Median family income was $44,000 in 2012, compared with $75,000 in St. Louis County as a whole and $59,000 for the state of Missouri. The town had a poverty rate of 20 percent, according to the census, compared to 7.8 percent for the county as a whole and 10.7 percent in Missouri.

And, of course, the federal government in its infinite wisdom has seen fit to redistribute the black undertow from the city of St. Louis to Ferguson via Section 8 Vouchers:

In Ferguson, 461 families are receiving federal subsidies, about 8 percent of the Section 8 vouchers issued by the Housing Authority of St. Louis County.

With the influx of Section 8 Voucher holders (almost all black), the police have found themselves busy:

Looting/Rioting in Ferguson: never forget the wisdom of a people who once made the city a "sundown town"
Looting/Rioting in Ferguson: never forget the wisdom of a people who once made the city a “sundown town”

In recent years, half of all police calls in Ferguson came from a cluster of complexes that include Park Ridge, Northwinds, Oakmont Townhomes, Versailles Apartments and Canfield Green, where Michael Brown was fatally shot by police in August.

Ferguson has enjoyed a “higher underwater and foreclosure rates than the rest of the St.
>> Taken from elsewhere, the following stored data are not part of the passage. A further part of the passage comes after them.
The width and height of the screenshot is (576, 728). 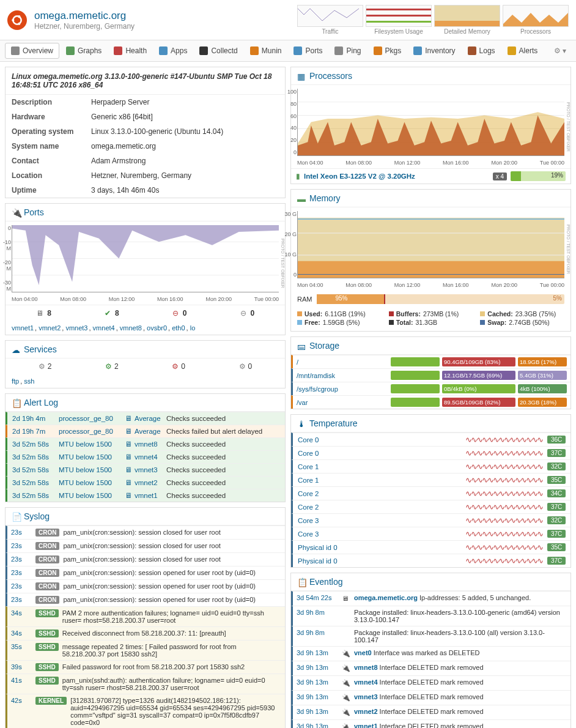 What do you see at coordinates (430, 453) in the screenshot?
I see `temp-row: Core 0∿∿∿∿∿∿∿∿∿∿∿∿∿∿37C` at bounding box center [430, 453].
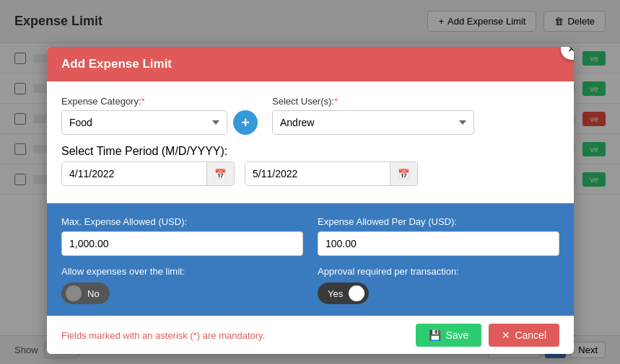  What do you see at coordinates (335, 294) in the screenshot?
I see `approval-toggle-label: Yes` at bounding box center [335, 294].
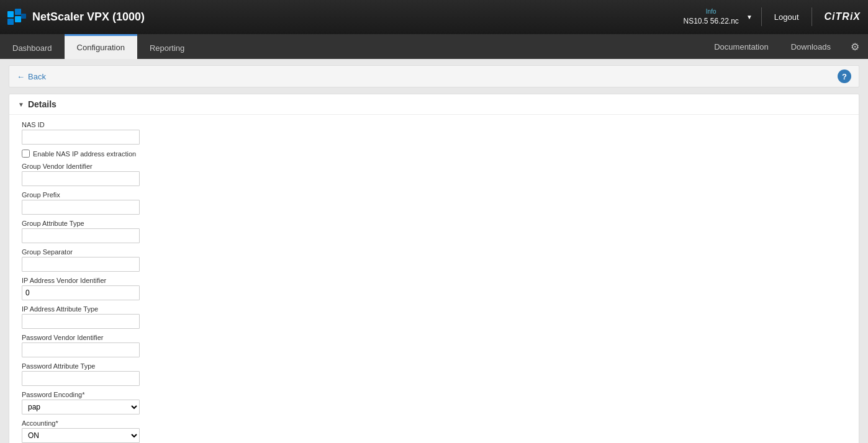  Describe the element at coordinates (31, 77) in the screenshot. I see `back-button: ← Back` at that location.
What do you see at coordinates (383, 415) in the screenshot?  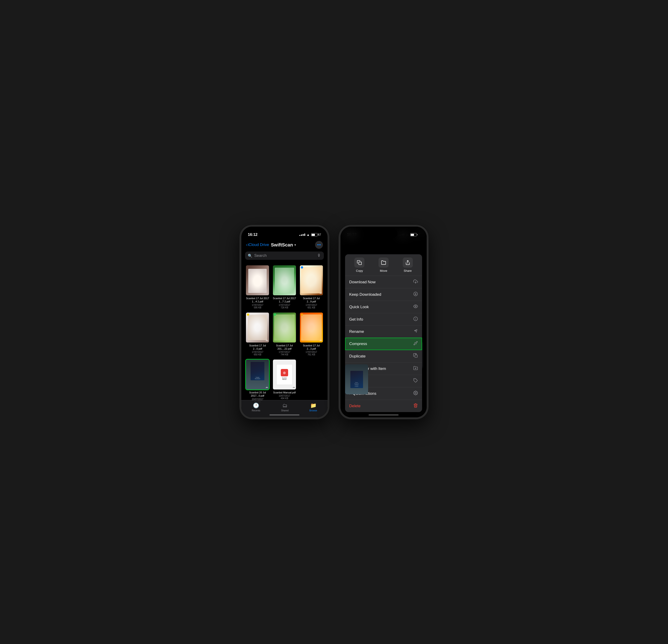 I see `home-indicator-right` at bounding box center [383, 415].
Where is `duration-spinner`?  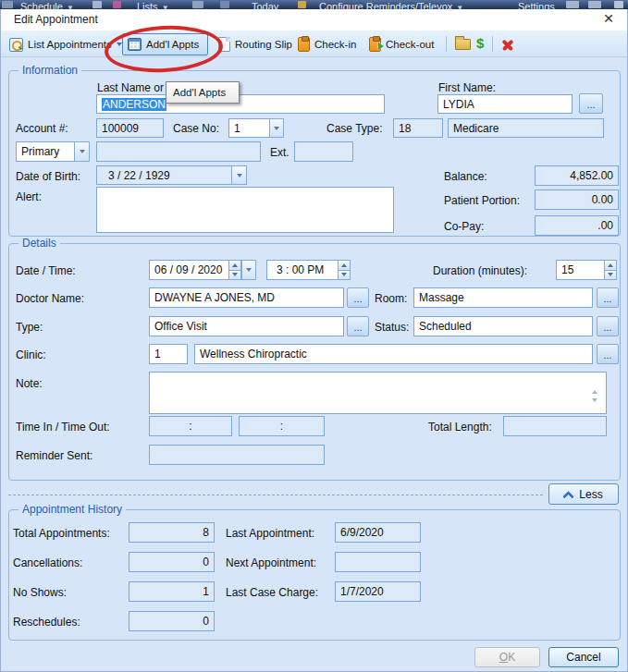
duration-spinner is located at coordinates (610, 270).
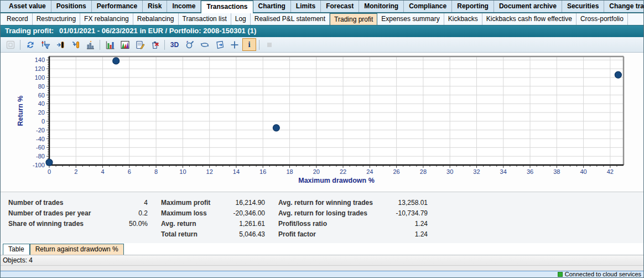 The height and width of the screenshot is (278, 644). I want to click on stat-label: Number of trades per year, so click(50, 213).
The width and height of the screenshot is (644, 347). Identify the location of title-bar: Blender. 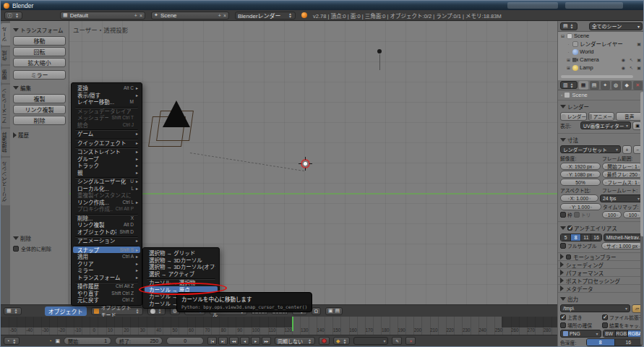
(322, 6).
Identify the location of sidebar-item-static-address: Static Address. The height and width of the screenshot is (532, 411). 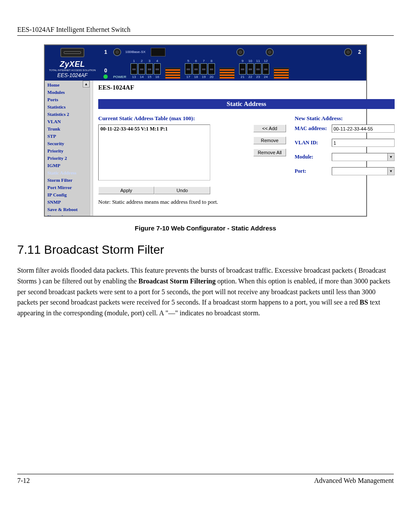
(68, 173).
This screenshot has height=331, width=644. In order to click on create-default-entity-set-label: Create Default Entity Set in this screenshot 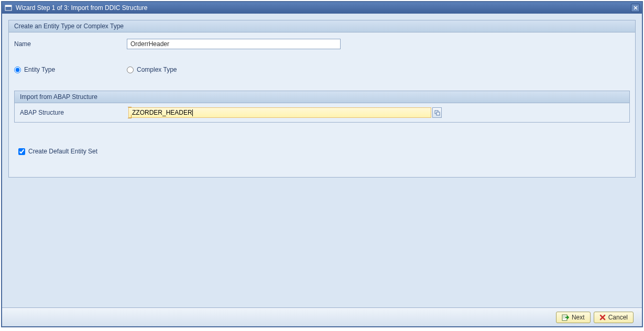, I will do `click(63, 151)`.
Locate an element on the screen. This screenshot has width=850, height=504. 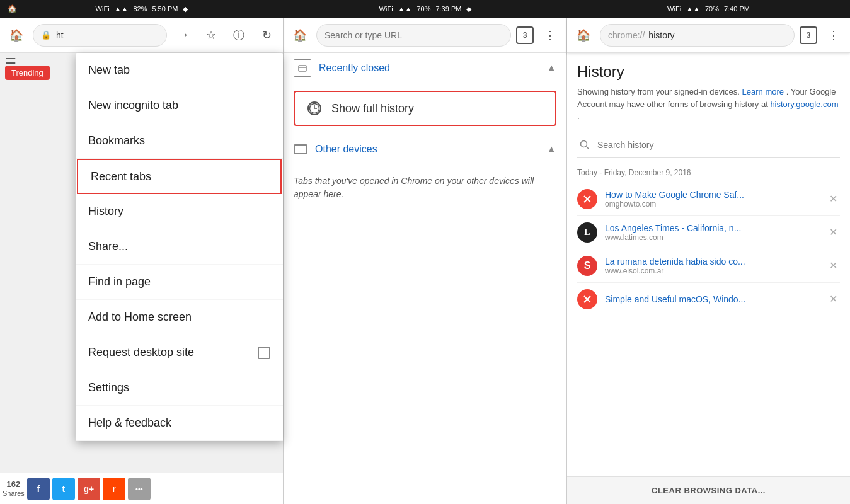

Louis metropolitan area for years,” according Realtytrac Vice President Daren Blomquist, though the racial angle to this decline is politely never, ever brought up.
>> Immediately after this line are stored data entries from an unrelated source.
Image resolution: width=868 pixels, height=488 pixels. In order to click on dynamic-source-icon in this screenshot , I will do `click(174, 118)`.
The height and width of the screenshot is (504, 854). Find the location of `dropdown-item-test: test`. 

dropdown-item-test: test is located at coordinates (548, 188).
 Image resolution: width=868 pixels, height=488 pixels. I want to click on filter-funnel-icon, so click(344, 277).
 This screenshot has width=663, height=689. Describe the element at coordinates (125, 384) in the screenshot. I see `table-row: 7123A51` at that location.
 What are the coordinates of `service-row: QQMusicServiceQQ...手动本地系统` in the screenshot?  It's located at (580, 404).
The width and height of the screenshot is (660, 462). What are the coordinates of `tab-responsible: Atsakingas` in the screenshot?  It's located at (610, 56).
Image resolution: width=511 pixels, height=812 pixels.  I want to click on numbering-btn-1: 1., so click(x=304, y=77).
And because of Ferguson’s current demographic liabilities (a surplus of unproductive blacks and a dwindling number of tax-producing whites), the city must resort the same type of revenue-producing activity many attribute to the lack of trust between police and the nearly 70 percent black population… [Ferguson to Increase Police Ticketing to Close City’s Budget Gap, Bloomberg, 12-12-14]:

Ferguson, Missouri, which is recovering from riots following the August shooting death of an unarmed black teenager by a white policeman, plans to close a budget gap by boosting revenue from public-safety fines and tapping reserves.

The strategy by the St. Louis suburb, which suffered a second round of violent protests last month after a grand jury refused to indict the police officer, may risk worsening community relations with increased citations and weakening its credit standing by reducing a rainy-day fund.

To close a projected deficit for fiscal 2014, which ended June 30, the municipality will deplete a $10 million capital-projects reserve, Jeffrey Blume, Ferguson’s finance director, said in a telephone interview. For the current year, the city is budgeting for higher receipts from police-issued tickets.

“There are a number of things going on in 2014 and one is a revenue shortfall that we anticipate making up in 2015,” Blume said. “There’s about a million-dollar increase in public-safety fines to make up the difference.”

Revenue from violations, which already represents the city’s second-largest source of cash after sales taxes, will rise to 15.7 percent of receipts in fiscal 2015, from a projected 11.8 percent this year, he said. In 2013, fines brought in $2.2 million, or 11.8 percent of the city’s $18.62 million in annual revenue, according to budget documents.

How many once prosperous suburbs of cities like Atlanta, Birmingham, Milwaukee, Detroit, Memphis, Chicago, Indianapolis, Charlotte, Baltimore, Cleveland, Cincinnati, Philadelphia, Washington D.C., Richmond, Kansas City (Missouri), Nashville, and Minneapolis find themselves in the precarious demographic situation of being the next Ferguson?

Ferguson is a reminder the American Dream is over; the American Nightmare is just beginning.

The wisdom of a people who declared Ferguson a one-time “sundown town” was supplanted by a suicidal devotion to the concept of racial equality. But each passing year, as the federal government (and state governments) becomes more explicitly anti-white, brings us more and more evidence disparities between the races have a biological source; and with each passing year, the wisdom of those men who once declared a city such as Ferguson a “sundown town” becomes hauntingly obvious.